Internet reliability went down lately

Sheep221

Golden Member
Oct 28, 2012
1,843
27
81
For some time already, probably since the end of 2012 I'm experiencing huge decrease in reliability of how internet works, extremely long delays, connection dropouts, have to refresh websites countless times till they load up, till they load complete, and so on. Sometimes I need to refresh google 3 times to make it load.
YouTube and so on, are same, very low responsiveness, videos and sites take long time to display. The problem is, it's nothing within my computer or connection speed. I have 50Mbps broadband and I've met with this problem on numerous computers in the area where I live including other states on the continent. I have a phone, laptop and 3 desktop computers which all do the same. I met with the same problems on computers at work, friends etc. I've been traveling a lot lately and I experienced same problems as far as in the UK.

The next thing are the web browsers, which any of the mayor ones have some flaws I don't understand and their overall quality went down like never before.

1. IE10-worst IE version to date ever made, the IE9 or older were nowhere near this crashfest. It however performs well when viewing flash videos.
2. Firefox - been on it since its debut till about start of 2012, they screwed it up so bad that I can't use it anymore, sluggish more than ever and freezes instantly when youtube, or basically the flash plugin is launched and if not, than the videos are lagging so bad that their frame rate is probably 2-3.
3. Chrome - if I don't count the fact that interface is missing some 90% of basic features of web browser which also cannot be there added by any other means. This browser actually takes the time, after typing any website address, to sync with various servers for google ads, stats and services, which can take up to 15 seconds before the website even starts to load.
4. Opera, this is the best performer so far, but it has huge trouble with flash as well and loads videos very slowly and alot of sites contain code that opera does not read very well.
If I want my web experience to not completely suck. I must run at least 2 separate browsers so if the thing doesn't work in one, it maybe will in the another.
And again, it happens same way regardless of hardware, location etc

I don't understand this at all, but it seems that only web/http is affected while downloading large files and video conferences work well, skype does crash sometimes however.
Is anyone else experiencing same problems? I don't know why is that, but it's getting annoying that my 9600 bps modem and IE5 back in the day performed much more reliable than todays fiber optical networks and web browsers that are featured in TV ads. Is something wrong with the DNSes? Or is it IPv6 or what is making the web so unstable lately.

Please share anything to the subject, thanks
 

noobsrevenge

Senior member
Oct 14, 2012
228
0
76
Sounds like a personal problem. Don't try blaming IPv6, thats just silly.

Could be your DNS, but when you say you tried different computers in different areas, those would have different DNS right?
 

VirtualLarry

No Lifer
Aug 25, 2001
56,587
10,225
126
Could be your ISP implements a transparent HTTP proxy, in order to filter/censor content. That seems consistent with your description, how there is a delay to HTTP, but doesn't seem to affect other services.

Try an encrypted VPN hosted outside your country (laws permitting).
 

Ketchup

Elite Member
Sep 1, 2002
14,559
248
106
Curious, have you done a virus scan lately?

Web browsers come down to personal preference nowadays. I have used all the ones you mentioned and haven't had a problem with any of them.

Do you have a different servicer available to you?
 

Sheep221

Golden Member
Oct 28, 2012
1,843
27
81
Yes, I have it done frequently and I have secure system.
To me it looks like there are some flaws in some areas and I'm probably living or accidentally been moving within the affected ones.
I assume it has to be something with DNS system. As there are not really many DNS servers that cover entire web, there are 13 root name servers and 359 DNS servers for the entire internet. So I still could be client of the same DNS regardless I was on opposite side of continent.

The VPN advice is good, but it may not work, because of this flaw and decreased connection speed, but I will test it in couple more days I guess.
 

alkemyst

No Lifer
Feb 13, 2001
83,769
19
81
Could be hardware issues in your area or in the areas you hop through.

I was affected by a bad DSLAM card and AT&T kept putting off fixing it.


**Work item:** Look over the entries that follow. Report how many lines contain "meaning", with nothing else.
━━ Information given
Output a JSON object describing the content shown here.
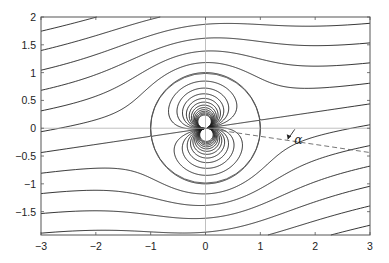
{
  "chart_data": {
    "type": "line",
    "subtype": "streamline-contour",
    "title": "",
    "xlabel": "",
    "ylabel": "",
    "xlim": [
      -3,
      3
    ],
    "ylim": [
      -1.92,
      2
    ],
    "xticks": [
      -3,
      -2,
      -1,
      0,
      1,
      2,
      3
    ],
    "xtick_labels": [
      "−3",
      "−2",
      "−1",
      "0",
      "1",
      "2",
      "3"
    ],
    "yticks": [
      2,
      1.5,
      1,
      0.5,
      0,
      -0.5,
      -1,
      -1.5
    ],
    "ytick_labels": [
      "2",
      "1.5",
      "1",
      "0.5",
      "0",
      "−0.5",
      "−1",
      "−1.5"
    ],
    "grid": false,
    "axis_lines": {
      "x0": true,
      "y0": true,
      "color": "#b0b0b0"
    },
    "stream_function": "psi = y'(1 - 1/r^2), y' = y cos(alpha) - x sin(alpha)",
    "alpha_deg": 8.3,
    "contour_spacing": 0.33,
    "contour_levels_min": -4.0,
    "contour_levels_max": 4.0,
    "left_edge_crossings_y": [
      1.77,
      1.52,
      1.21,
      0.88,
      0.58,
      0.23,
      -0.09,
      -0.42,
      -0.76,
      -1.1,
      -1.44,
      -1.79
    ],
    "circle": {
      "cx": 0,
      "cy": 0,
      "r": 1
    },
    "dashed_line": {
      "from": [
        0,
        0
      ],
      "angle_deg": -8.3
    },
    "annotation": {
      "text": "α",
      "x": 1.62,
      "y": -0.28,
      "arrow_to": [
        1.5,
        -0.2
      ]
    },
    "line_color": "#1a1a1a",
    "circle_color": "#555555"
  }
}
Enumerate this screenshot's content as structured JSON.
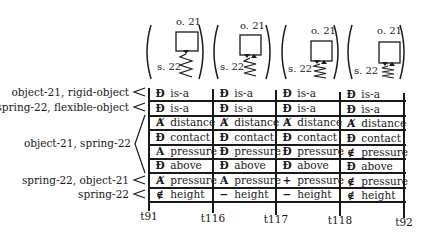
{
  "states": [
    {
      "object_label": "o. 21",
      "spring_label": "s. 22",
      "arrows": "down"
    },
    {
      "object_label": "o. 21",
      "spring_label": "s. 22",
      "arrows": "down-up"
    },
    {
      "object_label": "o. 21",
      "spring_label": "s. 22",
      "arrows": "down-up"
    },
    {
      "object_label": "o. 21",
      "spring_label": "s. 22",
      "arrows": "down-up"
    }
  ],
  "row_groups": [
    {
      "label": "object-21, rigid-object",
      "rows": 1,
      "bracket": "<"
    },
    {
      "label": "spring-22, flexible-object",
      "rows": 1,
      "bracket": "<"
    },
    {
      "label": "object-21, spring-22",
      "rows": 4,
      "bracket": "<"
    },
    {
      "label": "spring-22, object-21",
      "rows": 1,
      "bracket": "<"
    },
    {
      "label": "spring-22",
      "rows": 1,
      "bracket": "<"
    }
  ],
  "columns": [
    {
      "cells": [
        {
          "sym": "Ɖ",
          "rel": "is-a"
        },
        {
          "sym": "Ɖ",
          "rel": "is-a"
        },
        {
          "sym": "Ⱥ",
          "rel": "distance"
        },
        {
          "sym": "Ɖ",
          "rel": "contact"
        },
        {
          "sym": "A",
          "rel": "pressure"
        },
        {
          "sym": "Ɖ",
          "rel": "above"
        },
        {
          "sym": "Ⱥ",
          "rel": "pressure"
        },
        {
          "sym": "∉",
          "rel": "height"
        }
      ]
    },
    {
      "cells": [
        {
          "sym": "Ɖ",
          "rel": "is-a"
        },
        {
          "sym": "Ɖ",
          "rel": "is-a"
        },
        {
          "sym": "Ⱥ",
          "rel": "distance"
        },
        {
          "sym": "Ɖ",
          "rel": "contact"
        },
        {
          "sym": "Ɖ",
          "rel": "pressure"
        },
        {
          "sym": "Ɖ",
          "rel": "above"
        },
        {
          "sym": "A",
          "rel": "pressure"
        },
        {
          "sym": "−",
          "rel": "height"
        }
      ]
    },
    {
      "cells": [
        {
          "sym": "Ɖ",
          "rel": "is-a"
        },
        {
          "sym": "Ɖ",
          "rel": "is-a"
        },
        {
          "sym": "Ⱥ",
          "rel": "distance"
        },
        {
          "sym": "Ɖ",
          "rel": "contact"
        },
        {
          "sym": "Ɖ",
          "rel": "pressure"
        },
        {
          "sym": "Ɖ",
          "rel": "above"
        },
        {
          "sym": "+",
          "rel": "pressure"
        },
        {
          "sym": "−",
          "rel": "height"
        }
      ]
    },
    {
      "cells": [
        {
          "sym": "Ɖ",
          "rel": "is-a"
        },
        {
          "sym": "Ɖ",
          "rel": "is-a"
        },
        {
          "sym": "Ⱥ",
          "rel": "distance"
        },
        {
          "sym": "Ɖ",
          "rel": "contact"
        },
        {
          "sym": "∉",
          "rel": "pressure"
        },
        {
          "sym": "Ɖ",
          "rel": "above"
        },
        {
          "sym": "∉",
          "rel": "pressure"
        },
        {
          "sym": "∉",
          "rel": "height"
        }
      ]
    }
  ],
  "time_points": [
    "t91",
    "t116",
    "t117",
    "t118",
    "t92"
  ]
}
━━━━
━━ Information given
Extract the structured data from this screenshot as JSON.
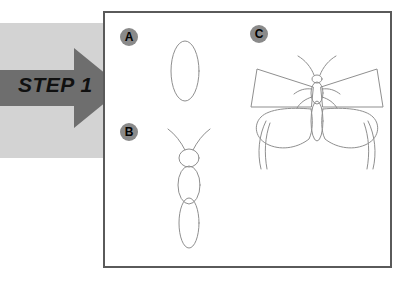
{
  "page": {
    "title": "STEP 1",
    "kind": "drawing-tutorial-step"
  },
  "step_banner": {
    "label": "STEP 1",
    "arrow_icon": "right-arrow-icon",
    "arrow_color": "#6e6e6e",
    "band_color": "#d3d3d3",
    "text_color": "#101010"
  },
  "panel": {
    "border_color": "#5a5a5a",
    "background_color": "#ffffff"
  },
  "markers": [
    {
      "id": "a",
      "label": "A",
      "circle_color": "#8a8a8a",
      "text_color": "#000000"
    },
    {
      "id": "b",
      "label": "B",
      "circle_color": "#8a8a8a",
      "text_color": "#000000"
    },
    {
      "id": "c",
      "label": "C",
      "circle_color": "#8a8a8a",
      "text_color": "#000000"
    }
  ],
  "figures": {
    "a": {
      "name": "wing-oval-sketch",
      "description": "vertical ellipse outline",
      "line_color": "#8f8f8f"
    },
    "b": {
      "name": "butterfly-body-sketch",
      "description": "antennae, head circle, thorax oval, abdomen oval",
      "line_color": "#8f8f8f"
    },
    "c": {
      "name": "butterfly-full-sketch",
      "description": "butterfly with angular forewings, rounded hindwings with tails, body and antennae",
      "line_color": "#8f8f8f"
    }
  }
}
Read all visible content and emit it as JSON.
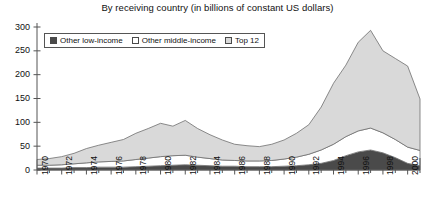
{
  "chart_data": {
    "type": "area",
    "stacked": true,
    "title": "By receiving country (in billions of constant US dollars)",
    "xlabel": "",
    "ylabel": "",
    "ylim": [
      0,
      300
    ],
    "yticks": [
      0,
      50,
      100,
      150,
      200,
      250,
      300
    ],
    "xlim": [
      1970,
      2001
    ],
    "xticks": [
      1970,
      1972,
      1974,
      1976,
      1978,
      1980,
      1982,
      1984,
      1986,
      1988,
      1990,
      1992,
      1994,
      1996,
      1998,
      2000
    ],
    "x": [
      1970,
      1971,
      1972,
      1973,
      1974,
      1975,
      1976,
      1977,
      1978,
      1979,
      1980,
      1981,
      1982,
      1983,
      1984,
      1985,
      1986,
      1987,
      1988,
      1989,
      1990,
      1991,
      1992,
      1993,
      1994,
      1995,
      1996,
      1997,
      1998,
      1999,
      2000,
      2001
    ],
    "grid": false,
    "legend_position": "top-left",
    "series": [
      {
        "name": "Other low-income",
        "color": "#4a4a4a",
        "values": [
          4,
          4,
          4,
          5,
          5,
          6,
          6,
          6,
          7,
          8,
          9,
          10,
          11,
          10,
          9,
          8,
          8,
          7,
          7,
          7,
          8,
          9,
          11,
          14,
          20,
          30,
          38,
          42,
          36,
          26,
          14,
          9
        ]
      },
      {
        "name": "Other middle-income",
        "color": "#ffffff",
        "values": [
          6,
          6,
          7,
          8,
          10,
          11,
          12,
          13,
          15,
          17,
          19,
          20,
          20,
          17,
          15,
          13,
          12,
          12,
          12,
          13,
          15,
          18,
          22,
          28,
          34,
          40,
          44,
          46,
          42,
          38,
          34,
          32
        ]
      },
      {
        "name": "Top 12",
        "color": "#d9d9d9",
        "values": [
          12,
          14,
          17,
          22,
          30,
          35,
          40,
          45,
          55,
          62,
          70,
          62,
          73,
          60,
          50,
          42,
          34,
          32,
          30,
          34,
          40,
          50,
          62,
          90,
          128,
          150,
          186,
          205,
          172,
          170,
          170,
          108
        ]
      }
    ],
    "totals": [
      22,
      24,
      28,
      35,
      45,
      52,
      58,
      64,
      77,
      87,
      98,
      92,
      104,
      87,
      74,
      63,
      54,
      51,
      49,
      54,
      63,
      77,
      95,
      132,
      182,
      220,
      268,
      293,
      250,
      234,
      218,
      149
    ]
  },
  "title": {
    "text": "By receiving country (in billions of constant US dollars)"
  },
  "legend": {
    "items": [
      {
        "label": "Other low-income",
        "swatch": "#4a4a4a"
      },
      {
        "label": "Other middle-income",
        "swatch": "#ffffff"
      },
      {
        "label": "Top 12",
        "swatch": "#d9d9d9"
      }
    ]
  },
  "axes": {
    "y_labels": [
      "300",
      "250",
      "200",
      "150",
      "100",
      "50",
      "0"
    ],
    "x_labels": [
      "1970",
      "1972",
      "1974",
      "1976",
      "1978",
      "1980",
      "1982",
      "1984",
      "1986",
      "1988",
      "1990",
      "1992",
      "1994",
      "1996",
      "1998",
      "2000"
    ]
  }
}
━━━━
━━ Information given
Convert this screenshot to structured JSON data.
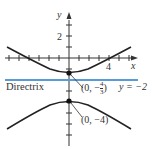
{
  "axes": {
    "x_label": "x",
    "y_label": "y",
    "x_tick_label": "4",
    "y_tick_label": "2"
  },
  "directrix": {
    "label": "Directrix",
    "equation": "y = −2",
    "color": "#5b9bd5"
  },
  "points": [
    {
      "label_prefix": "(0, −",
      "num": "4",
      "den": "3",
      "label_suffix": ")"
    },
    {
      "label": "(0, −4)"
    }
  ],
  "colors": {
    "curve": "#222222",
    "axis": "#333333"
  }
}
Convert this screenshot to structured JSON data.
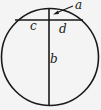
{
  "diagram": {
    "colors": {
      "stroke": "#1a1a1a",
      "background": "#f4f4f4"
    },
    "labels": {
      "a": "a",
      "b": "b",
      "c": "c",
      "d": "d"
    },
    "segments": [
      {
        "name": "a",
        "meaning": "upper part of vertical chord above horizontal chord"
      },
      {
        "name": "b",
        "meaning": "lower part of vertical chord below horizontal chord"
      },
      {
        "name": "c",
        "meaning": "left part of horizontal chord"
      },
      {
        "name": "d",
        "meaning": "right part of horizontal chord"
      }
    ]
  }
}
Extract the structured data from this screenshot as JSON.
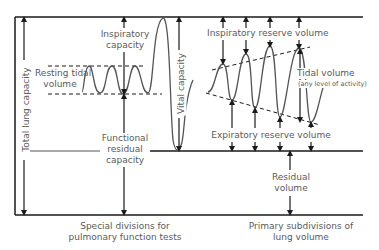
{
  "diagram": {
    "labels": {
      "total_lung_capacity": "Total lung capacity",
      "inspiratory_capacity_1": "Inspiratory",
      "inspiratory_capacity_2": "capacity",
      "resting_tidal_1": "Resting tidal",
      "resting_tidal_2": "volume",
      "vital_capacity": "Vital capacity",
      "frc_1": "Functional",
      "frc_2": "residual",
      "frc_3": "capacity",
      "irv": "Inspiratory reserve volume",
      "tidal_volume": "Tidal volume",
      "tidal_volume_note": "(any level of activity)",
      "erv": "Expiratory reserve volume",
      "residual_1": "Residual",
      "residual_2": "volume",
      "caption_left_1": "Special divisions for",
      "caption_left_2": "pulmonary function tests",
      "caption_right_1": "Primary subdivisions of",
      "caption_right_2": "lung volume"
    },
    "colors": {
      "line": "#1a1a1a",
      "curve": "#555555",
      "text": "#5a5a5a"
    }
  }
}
━━━━
**Reply to the task:** 4